I often write with Claude, and at work we have Gemini code reviews on GitHub; definitely these two catch different things. I'd be excited to have them working together in parallel in a nice interface.
If our ops team gives this a thumbs-up security wise I'll be excited to try it out when back at work.
- > Mysti — Built by DeepMyst Inc
links to: https://deepmyst.com/
Site 404's.
> Made with Mysti
Ringing endorsement.
by danielfalbo
2 subcomments
- How do we measure this is any better than just using 1 good model?
by deepsummer
1 subcomments
- Great idea. Whether brainstorm mode is actually useful is hard to say without trying it out, but it sounds like an interesting approach. Maybe it would be a good idea to try running a SWE benchmark with it.

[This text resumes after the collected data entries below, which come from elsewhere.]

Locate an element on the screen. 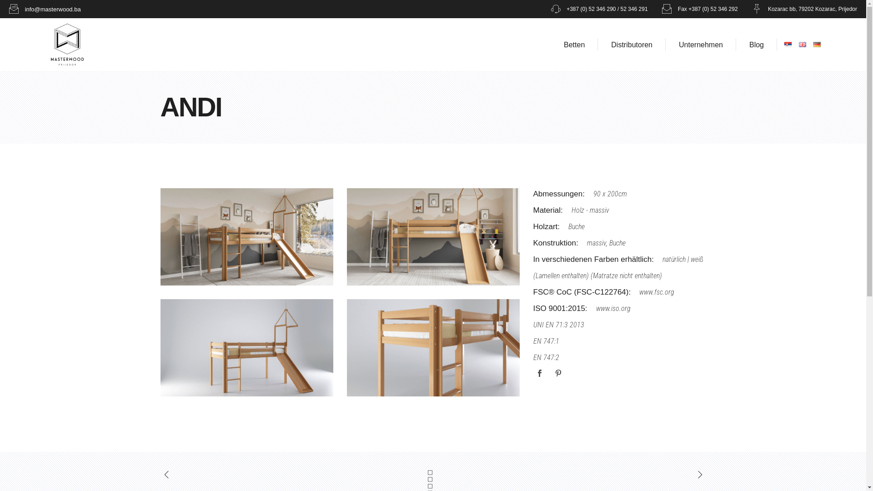 This screenshot has width=873, height=491. Fax +387 (0) 52 346 292 is located at coordinates (700, 9).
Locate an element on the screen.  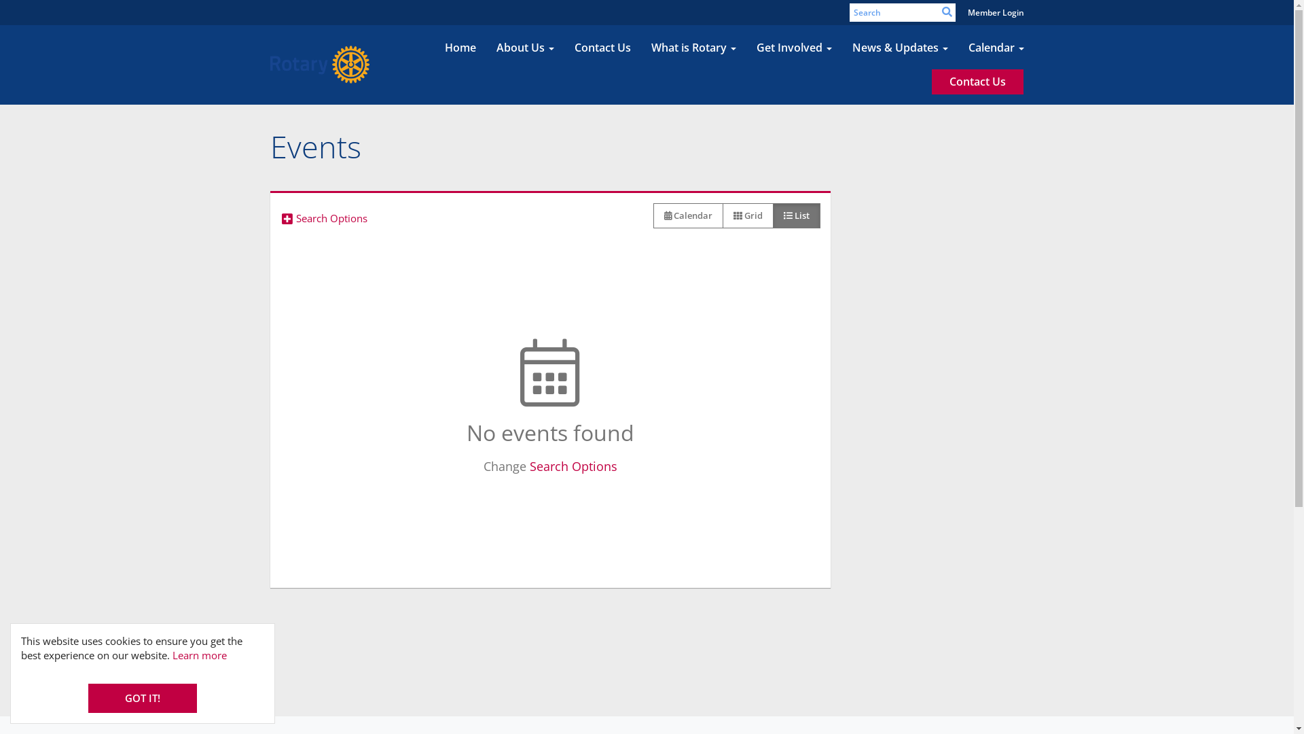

Personally, I wouldn't use the personas. Some people like to try out different modes and slash commands and whatnot - but I am quite happy using the defaults and would rather (let it) write more code than tinker with settings or personas.

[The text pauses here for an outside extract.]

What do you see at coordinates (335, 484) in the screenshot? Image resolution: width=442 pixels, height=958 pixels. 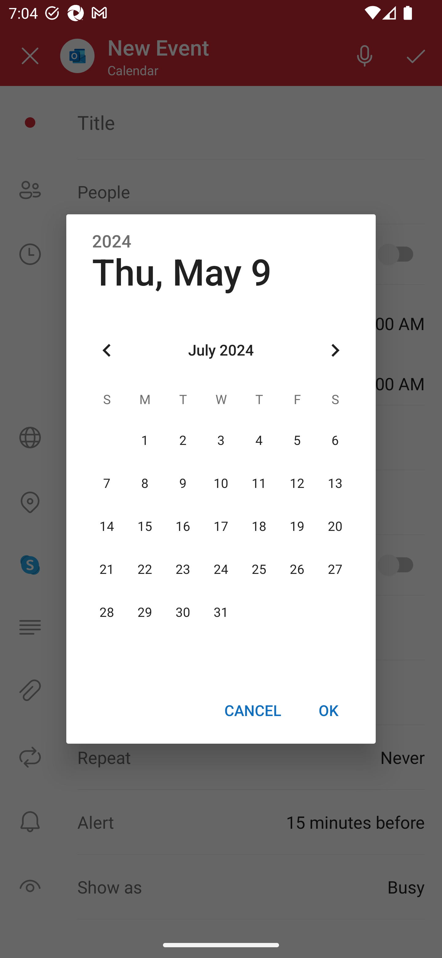 I see `13 13 July 2024` at bounding box center [335, 484].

- licensing with BSL when basically every month the AI world is changing is not a smart decision.
- Multi agent collaboration is quite likely the future. All agents have blind spots, collaboration is how they are offset.
You may want to study [1] - this is the latest thinking on agent collaboration from Google.
[1] https://www.linkedin.com/posts/shubhamsaboo_we-just-ran-the-...
by GajendraSahu23
1 subcomments
- This looks great! As someone just starting their coding journey, would using multiple agents (Claude/Gemini) help in learning best practices, or is it better suited for experienced developers for refactoring?
by prashantsengar
1 subcomments
- This is very useful! I frequently copy the response of one model and ask another to review it and I have seen really good results with that approach.
Can you also include Cursor CLI for the brainstorming? This would allow someone to unlock brainstorming with just one CLI since it allows to use multiple models.
by omarkoudsi
1 subcomments
- I feel this is quite needed. I am beginner vibe coder and have already felt the need for this. I constantly shift back and forth.
by altmanaltman
1 subcomments
- > Would love feedback on the brainstorm mode. Is multi-agent collaboration actually useful or am I just solving my own niche problem?
If it's solving even your own niche problem, it is actually useful though right? Kind of a "yes or yes" question.
by adiga1005
1 subcomments
- I have been using it for some time and it getting better and better with time in many cases it’s giving better output than other tools the comparison is great feature too keep up the good work
- For me when it’s front end I usually work with Claude and have codex review. Otherwise I just work with codex… Claude also if I’m being lazy and want a thing quickly
- Have you tried executing multiple agents on a single model with modified prompts and have them try to reach consensus?
That may solve the original problem of paying for three different models.
by justatdotin
1 subcomments
- multi-agent collaboration on planning is definitely really valuable. I lean in to gemini's long context and have it set up as a long-term observer who I consult about overall direction, project philosophy, patterns in fail and success, and prioritisation. This gives a different perspective from which to assess other agents' plans.
by dunkmaster
1 subcomments
- Any benchmarks? For example vs a single model?
by tomsmithtld
1 subcomments
- the "full" mode where agents critique each other seems more interesting than quick synthesis. curious whether you've seen cases where the debate produces something neither model would've suggested alone?
by RobotToaster
1 subcomments
- That sounds like it could get expensive?
by bahaAbunojaim
0 subcomment
- UPDATE: License is now MIT! Super excited to see your contributions and feedback!
by ekropotin
1 subcomments
- How it’s different from PAL MCP (ex ZEN MCP)?
by Alifatisk
1 subcomments
- This reminds me a lot of eye2.ai, but outside of coding
- Why limit to 2 agents? I typically use all 3.
- For only 3x the cost
by NicoJuicy
1 subcomments
- Sounds very similar to LLM council
https://github.com/karpathy/llm-council
- how would using multiple services that are incapable of performing the work correctly result in better work?